One bus ad that smacks me surly these days is for one of those skinny little newspapers that commuters get for free. In my city, it’s called Metro. Its selling slogan? Get. To. The. Point. The point, apparently, is that any daily paper that doesn’t deliver The News in a quickly digestible text-bite is wasting my precious time, at best, and branding me as a hopelessly out-of-date codger, at worst. There is no time to think, slowhand. Never mind nuance, you old ninny. Understanding is a luxury we can’t afford. Nothing to see here, folks, so keep moving.

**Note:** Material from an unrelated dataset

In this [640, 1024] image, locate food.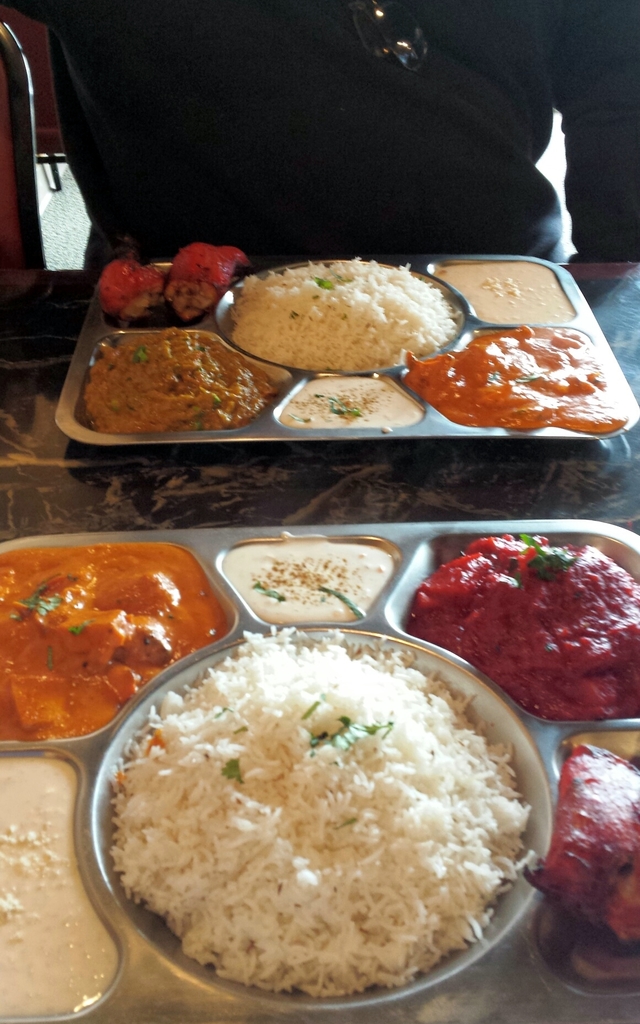
Bounding box: box=[281, 378, 419, 429].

Have you read any of these things? It’s certainly efficient, and eminently disposable; just leave it on the seat next to you after four minutes. I suppose I should consider that some reading of yesterday’s news is better than none, slightly more insightful than Hot 108 in your ear-buds, but I’m irritated anyway. In the spirit of Get. To. The. Point. my entry today should have read:

You know those newspapers that sell for free at bus shelters? They suck. So read a real newspaper. So read an actual book. So there.

Brevity is the soul of wit, I’ve heard that too, and there is a lot of bad writing in academic journals and elsewhere that could be improved by any high school English teacher with red ink to spare. Long-windedness is not a virtue, though some of my younger (non)readers might complain that I’m trying to make it one. But Metro would have us believe that we’re fine, we’re doing our Average Citizen Duty – and they’re happy to serve us – when we are easily bored, intolerant of complexity, and content to consider world events as ten-point answers in a workplace trivia game.

IRAQ: Hundreds more dead. Another car-bomb. More important, fourteen American soldiers died in a helicopter crash. More numbers tomorrow.

MONTEBELLO: Harper met with President Bush about some ways to work together. Lots of people protested about something or other, and there was riot gear and arrests. Mexico’s top guy was there, too. He’s the short one.

SPORTS: These teams won, and these ones lost. Joe Football wants more money.

ARTS: ARTS? We’re getting to the Point, remember? But a famous bimbo did get arrested.

Get. To. The. Point. We’re all held at gunPoint, it seems to me, and not just by commuter newsrags. It’s so easy to become hostages to public impatience, to intentional ignorance, and to a sneering adolescent tone that dismisses thoughtful discussion as a quaint relic. Politicians are at gunPoint. Media pundits certainly are. What was once discourse appears as slogan. What could be consultation dissolves in rapid-fire cleverness. And what was intended as a thought-provoking Web log discussion of an admittedly minor social irritant was too long to read for almost everybody but YOU.